Abstract

The entransy dissipation extremum principle provides new warranty and criterion for optimization of heat transfer. For a heat transfer model of a rectangular solid wall with an open T-shaped cavity, a dimensionless equivalent thermal resistance based on entransy dissipation is taken as optimization objective, and constructal optimization for the model is carried out when the system volume, the cavity volume and the volume of rectangle occupied by T-shaped cavity are fixed. Numerical results indicate that the optimal geometry construct of cavity can be schemed out based on entransy dissipation extremum principle. The formulation of dimensionless global (maximum) thermal resistance presented in a literature is modified; some new rules which are different from those reported in the literature are obtained based on the minimization of the modified objective. Comparisons of the numerical results show that the optimal system constructs deduced respectively from the two thermal resistance objectives are very different.
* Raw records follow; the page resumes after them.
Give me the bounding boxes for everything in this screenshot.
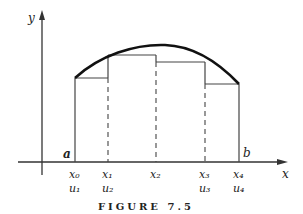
partition-dashed-lines xyxy=(108,62,205,162)
tick-u4: u₄ xyxy=(233,182,245,195)
tick-labels: x₀ u₁ x₁ u₂ x₂ x₃ u₃ x₄ u₄ xyxy=(69,168,245,195)
tick-u2: u₂ xyxy=(102,182,114,195)
x-axis-arrow-icon xyxy=(277,159,288,165)
step-rectangles xyxy=(75,55,239,162)
tick-x3: x₃ xyxy=(199,168,210,181)
y-axis-arrow-icon xyxy=(39,10,45,20)
tick-x4: x₄ xyxy=(233,168,244,181)
tick-u3: u₃ xyxy=(199,182,211,195)
tick-u1: u₁ xyxy=(69,182,81,195)
tick-x2: x₂ xyxy=(150,168,161,181)
label-a: a xyxy=(63,147,71,161)
x-axis-label: x xyxy=(282,167,289,181)
tick-x0: x₀ xyxy=(69,168,80,181)
label-b: b xyxy=(243,146,251,160)
tick-x1: x₁ xyxy=(102,168,113,181)
y-axis-label: y xyxy=(27,11,35,25)
figure-caption: FIGURE 7.5 xyxy=(98,201,194,212)
figure-diagram: y x a b x₀ u₁ x₁ u₂ x₂ x₃ u₃ x₄ u₄ FIGUR… xyxy=(0,0,303,214)
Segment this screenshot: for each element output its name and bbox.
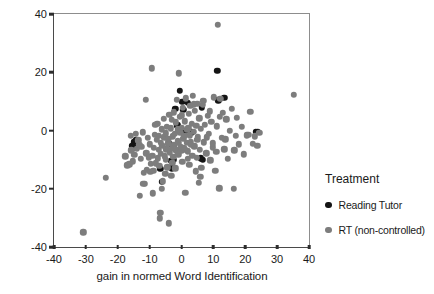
x-axis-tick [244,245,247,249]
x-axis-tick [148,245,151,249]
data-point [159,186,165,192]
legend-item-label: Reading Tutor [339,199,402,211]
data-point [213,149,219,155]
x-axis-tick-label: -10 [142,253,158,265]
scatter-plot-figure: gain in normed Passage Comprehension -40… [0,0,434,294]
data-point [186,162,192,168]
data-point [207,108,213,114]
x-axis-tick-label: 20 [239,253,251,265]
data-point [200,98,206,104]
y-axis-tick-label: 40 [35,8,47,20]
x-axis-tick-label: -20 [110,253,126,265]
x-axis-tick-label: 0 [178,253,184,265]
data-point [172,165,178,171]
x-axis-tick-label: -40 [46,253,62,265]
data-point [143,96,149,102]
data-point [141,180,147,186]
data-point [176,70,182,76]
data-point [254,142,260,148]
y-axis-tick [49,71,54,74]
legend-item-reading-tutor[interactable]: Reading Tutor [325,199,434,211]
data-point [160,178,166,184]
data-point [181,133,187,139]
data-point [137,193,143,199]
data-point [225,156,231,162]
data-point [145,135,151,141]
y-axis-tick-label: -40 [31,241,47,253]
y-axis-tick-label: 20 [35,66,47,78]
data-point [122,153,128,159]
y-axis-tick [49,129,54,132]
data-point [196,115,202,121]
data-point [198,165,204,171]
x-axis-tick [116,245,119,249]
data-point [148,65,154,71]
y-axis-tick [49,13,54,16]
data-point [215,22,221,28]
data-point [229,106,235,112]
data-point [231,147,237,153]
x-axis-tick-label: 40 [303,253,315,265]
x-axis-title: gain in normed Word Identification [53,270,311,282]
data-point [80,229,86,235]
y-axis-tick-label: 0 [41,125,47,137]
data-point [160,116,166,122]
data-point [192,107,198,113]
data-point [231,186,237,192]
plot-area: -40-2002040-40-30-20-10010203040 [53,13,310,248]
legend-marker-icon [325,227,332,234]
data-point [190,92,196,98]
data-point [221,146,227,152]
data-point [150,190,156,196]
legend-marker-icon [325,202,332,209]
x-axis-tick [180,245,183,249]
data-point [152,121,158,127]
x-axis-tick [212,245,215,249]
x-axis-tick [53,245,56,249]
data-point [199,156,205,162]
data-point [223,116,229,122]
x-axis-tick-label: 30 [271,253,283,265]
data-point [181,118,187,124]
y-axis-tick-label: -20 [31,183,47,195]
legend-item-label: RT (non-controlled) [339,224,425,236]
data-point [241,151,247,157]
data-point [290,92,296,98]
x-axis-tick [85,245,88,249]
data-point [217,96,223,102]
data-point [207,157,213,163]
legend-title: Treatment [325,172,434,186]
data-point [102,174,108,180]
data-point [176,88,182,94]
legend-item-rt-non-controlled[interactable]: RT (non-controlled) [325,224,434,236]
data-points-layer [54,14,309,247]
data-point [137,156,143,162]
data-point [236,141,242,147]
data-point [247,109,253,115]
data-point [239,124,245,130]
x-axis-tick [276,245,279,249]
data-point [191,101,197,107]
data-point [185,110,191,116]
data-point [212,167,218,173]
data-point [168,173,174,179]
data-point [157,209,163,215]
x-axis-tick-label: 10 [207,253,219,265]
data-point [213,123,219,129]
y-axis-tick [49,187,54,190]
data-point [197,174,203,180]
data-point [232,133,238,139]
x-axis-tick [308,245,311,249]
x-axis-tick-label: -30 [78,253,94,265]
legend: Treatment Reading Tutor RT (non-controll… [325,172,434,249]
data-point [214,68,220,74]
data-point [203,150,209,156]
data-point [182,190,188,196]
data-point [130,158,136,164]
data-point [166,220,172,226]
data-point [150,167,156,173]
data-point [203,134,209,140]
data-point [256,130,262,136]
data-point [157,215,163,221]
data-point [216,185,222,191]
The optimization by taking equivalent thermal resistance minimization as objective can more effectively reduce mean temperature difference of heat transfer than the optimization by taking maximum thermal resistance minimization as objective, so that the performance of heat transfer for the total system can be improved. The more freedom the cavity has, the better the total system performance is. The correlations of the equivalent thermal resistance and the maximum thermal resistance of the system and three geometric degrees of freedom are found by using function fitting.